As a place name Dunduff may contain the Gaelic elements for "hill" or "fort" and "stag", as in Dundaff near Fintry. Other suggestions are that Duff is a personal name, therefore "Fort of Duff" or "Black Hill Fort" from the Gaelic 'Dun Dùbh.

Glennie identifies Dunduff Castle with Dindywydd, a site mentioned by Aneirin or Neirin, a Dark Age Brythonic poet, in one of his Arthurian poems as preserved in a late 13th-century manuscript known as the Book of Aneirin.

Lying to the east of Dunduff Farm on a rocky knoll, this tower castle was built to an L-shaped plan, with a square three floored stair-tower in the re-entrant angle on the south. Three barrel-vaulted chambers are on the ground floor and these were accessed via the lobby of the tower. A private chamber on the first floor was accessed by a corridor that ran the length of the main block. A fireplace in the wing heated the hall, with its splayed window embrasure. An intermediate floor once existed, as indicated by joist sockets. Window and door features of the original ruin suggest construction in the late 16th and early 17th centuries.

The General Roy map of 1747–55 shows a Dunduff Mill associated with the castle; this mill is also recorded in a charter of 1581. William Aiton's map of 1808 shows Dunduff Castle, however it is not annotated as a ruin, although Dunure is.

Groome refers to the ruin in 1903 as a baronial fortalice.

In 1696 the castle was recorded as being nearly finished. Smith sees it has having been left unfinished. The cartographers show a Dunduff Castle as entire from Pont's maps (1560–1614) until the advent of Armstrong's map of 1775, which marks Dunduff as a ruin.

There is therefore some considerable doubt that Dunduff Castle was ever completed.

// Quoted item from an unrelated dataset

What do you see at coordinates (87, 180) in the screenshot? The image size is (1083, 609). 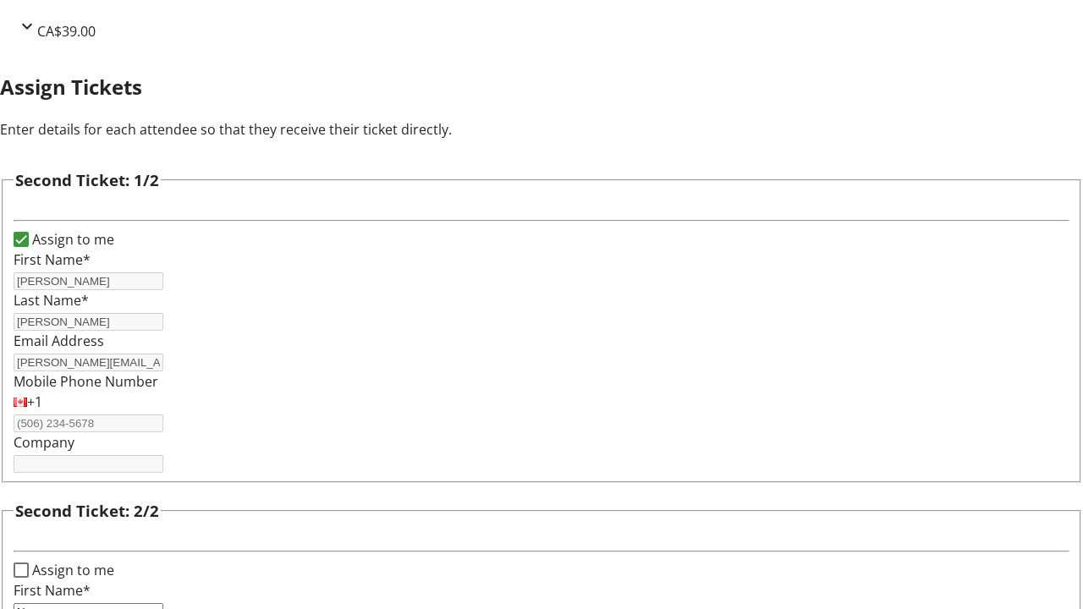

Abercrummie in A Description of Carrict lists Dunduff among the houses of the Gentry in Carrick as "a house on the coast never finished".

In 1891 the Rev R Lawson in his book, Places of Interest about Maybole with Sketches of Persons of Interest, states:-

On the hill side above stand the ruins of the unfinished castle of Dunduff a local illustration of that searching question of our Lord's—" Which of you, intending to build a tower, sitteth not down first and counteth the cost, whether he have sufficient to finish it Lest haply, after he hath laid the foundation, and is not able to finish it, all that behold it begin to mock him, saying, This man began to build and was not able to finish."